The deliverables of many projects are sufficient at the class-approval level. But from an actual operational perspective, they are often inadequate. For example, an Asset Inventory has a list of equipment. But the following are not defined:

The relationship to essential functions
The network path
The party responsible for security
The recovery priority

As a result, its value when an incident occurs is diminished.

"The network diagram exists, but the data flows are unknown"

In actual breach response, what matters far more than equipment-connection information is which data moves where. In a great many projects, however, data-flow analysis is lacking. As a result, the following are discovered during the operating phase:

Unnecessary communications
Excessive privileges
Hidden remote-access paths

"Backups exist, but the recovery time is unknown"

Whether a backup exists does not mean resilience. The real questions are:

What is the recovery time for ECDIS?
What is the recovery time for the IAS server?
What is the recovery time for the Cargo Control System?
What is the recovery time for propulsion-related systems?

If you cannot answer these questions, resilience has not been verified.
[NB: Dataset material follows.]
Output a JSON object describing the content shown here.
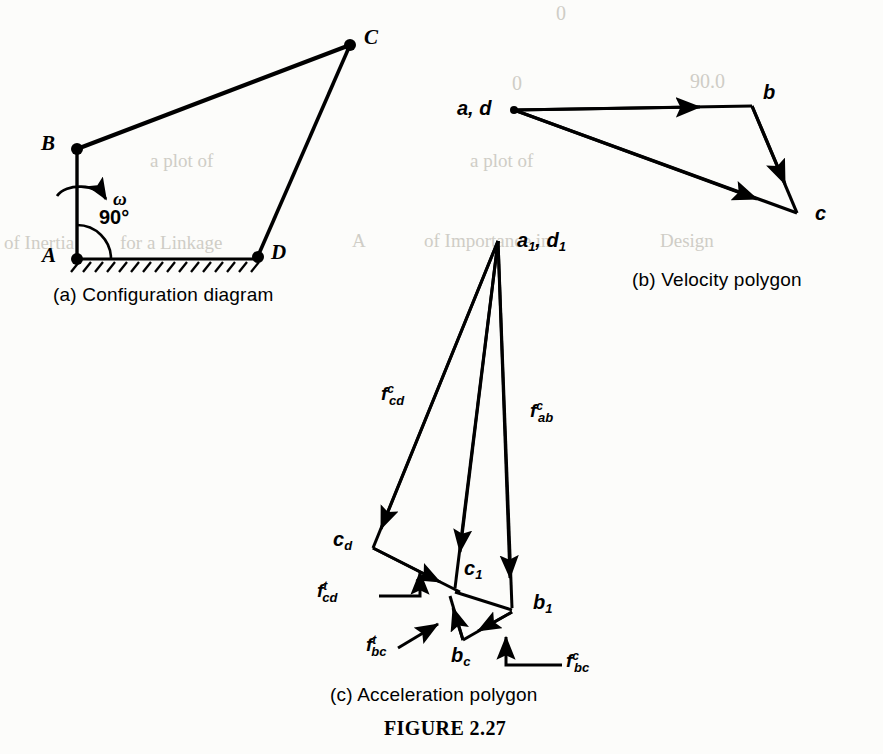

The difference between "class-approval documents" and "operational documents"

Many projects proceed with approval at the center. But the actual operating organization wants:

What to do when a problem occurs
Whom to contact
In what order to recover

In other words, operable documents. Going forward, approval documents and operational documents must be managed as distinct things.


Conclusion

USCG's performance-driven COC policy is not a mere overhaul of an inspection regime. It shows that the maritime industry as a whole is moving from evaluating "whether requirements are met" toward evaluating "actual performance and resilience."
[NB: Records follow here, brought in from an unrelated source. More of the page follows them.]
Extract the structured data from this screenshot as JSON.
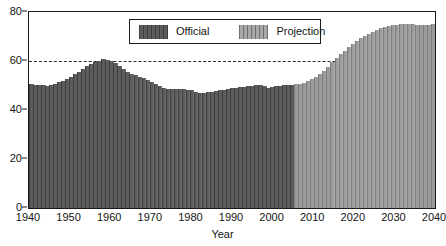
{
  "chart_data": {
    "type": "bar",
    "title": "",
    "subtitle": "",
    "xlabel": "Year",
    "ylabel": "",
    "xlim": [
      1940,
      2040
    ],
    "ylim": [
      0,
      80
    ],
    "grid": true,
    "gridlines_y": [
      20,
      40,
      60
    ],
    "yticks": [
      0,
      20,
      40,
      60,
      80
    ],
    "xticks": [
      1940,
      1950,
      1960,
      1970,
      1980,
      1990,
      2000,
      2010,
      2020,
      2030,
      2040
    ],
    "legend_position": "top-center",
    "legend": [
      {
        "name": "Official",
        "color": "#5c5c5c"
      },
      {
        "name": "Projection",
        "color": "#9c9c9c"
      }
    ],
    "split_year": 2006,
    "x": [
      1940,
      1941,
      1942,
      1943,
      1944,
      1945,
      1946,
      1947,
      1948,
      1949,
      1950,
      1951,
      1952,
      1953,
      1954,
      1955,
      1956,
      1957,
      1958,
      1959,
      1960,
      1961,
      1962,
      1963,
      1964,
      1965,
      1966,
      1967,
      1968,
      1969,
      1970,
      1971,
      1972,
      1973,
      1974,
      1975,
      1976,
      1977,
      1978,
      1979,
      1980,
      1981,
      1982,
      1983,
      1984,
      1985,
      1986,
      1987,
      1988,
      1989,
      1990,
      1991,
      1992,
      1993,
      1994,
      1995,
      1996,
      1997,
      1998,
      1999,
      2000,
      2001,
      2002,
      2003,
      2004,
      2005,
      2006,
      2007,
      2008,
      2009,
      2010,
      2011,
      2012,
      2013,
      2014,
      2015,
      2016,
      2017,
      2018,
      2019,
      2020,
      2021,
      2022,
      2023,
      2024,
      2025,
      2026,
      2027,
      2028,
      2029,
      2030,
      2031,
      2032,
      2033,
      2034,
      2035,
      2036,
      2037,
      2038,
      2039,
      2040
    ],
    "series": [
      {
        "name": "Official",
        "color": "#5c5c5c",
        "values": [
          50.5,
          50.4,
          50.3,
          50.2,
          50.0,
          50.2,
          50.6,
          51.3,
          52.0,
          52.8,
          53.6,
          54.5,
          55.6,
          56.8,
          57.8,
          58.6,
          59.4,
          60.2,
          61.0,
          60.6,
          60.0,
          59.0,
          57.8,
          56.6,
          55.6,
          54.8,
          54.2,
          53.6,
          53.0,
          52.4,
          51.6,
          50.6,
          49.6,
          48.8,
          48.6,
          48.6,
          48.6,
          48.6,
          48.5,
          48.3,
          48.0,
          47.5,
          47.0,
          47.0,
          47.2,
          47.5,
          47.8,
          48.0,
          48.3,
          48.6,
          48.8,
          49.0,
          49.2,
          49.4,
          49.7,
          50.0,
          50.3,
          50.2,
          49.6,
          49.1,
          49.4,
          49.8,
          50.0,
          50.1,
          50.2,
          50.4,
          50.5,
          null,
          null,
          null,
          null,
          null,
          null,
          null,
          null,
          null,
          null,
          null,
          null,
          null,
          null,
          null,
          null,
          null,
          null,
          null,
          null,
          null,
          null,
          null,
          null,
          null,
          null,
          null,
          null,
          null,
          null,
          null,
          null,
          null,
          null
        ]
      },
      {
        "name": "Projection",
        "color": "#9c9c9c",
        "values": [
          null,
          null,
          null,
          null,
          null,
          null,
          null,
          null,
          null,
          null,
          null,
          null,
          null,
          null,
          null,
          null,
          null,
          null,
          null,
          null,
          null,
          null,
          null,
          null,
          null,
          null,
          null,
          null,
          null,
          null,
          null,
          null,
          null,
          null,
          null,
          null,
          null,
          null,
          null,
          null,
          null,
          null,
          null,
          null,
          null,
          null,
          null,
          null,
          null,
          null,
          null,
          null,
          null,
          null,
          null,
          null,
          null,
          null,
          null,
          null,
          null,
          null,
          null,
          null,
          null,
          null,
          50.5,
          50.8,
          51.2,
          51.8,
          52.5,
          53.4,
          54.6,
          56.0,
          57.6,
          59.4,
          61.2,
          62.8,
          64.2,
          65.6,
          67.0,
          68.2,
          69.3,
          70.3,
          71.2,
          72.0,
          72.7,
          73.3,
          73.8,
          74.2,
          74.5,
          74.8,
          75.0,
          75.1,
          75.1,
          75.0,
          74.9,
          74.8,
          74.8,
          74.9,
          75.2
        ]
      }
    ]
  }
}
IACS UR E26 sits on the same current. What matters now is not the number of documents. What matters is whether you can answer the following questions:

What happens if you are attacked?
What happens if a failure occurs?
Can you recover?
Can you prove it?

Future competitiveness will be determined not by obtaining E26 certification in itself,

but by the ability to continuously prove cyber resilience in the real operating environment.

#USCG #CyberResilience #IACSURE26 #PerformanceBasedCOC #QUALSHIP21 #OperationalResilience #Newbuilding
Julius
Julius
Maritime Technical Consultant · Shipboard Cybersecurity & Compliance

A maritime cybersecurity and compliance specialist across the ship design & build lifecycle, focused on cybersecurity architecture, governance, and regulatory conformity for the shipbuilding and offshore sectors.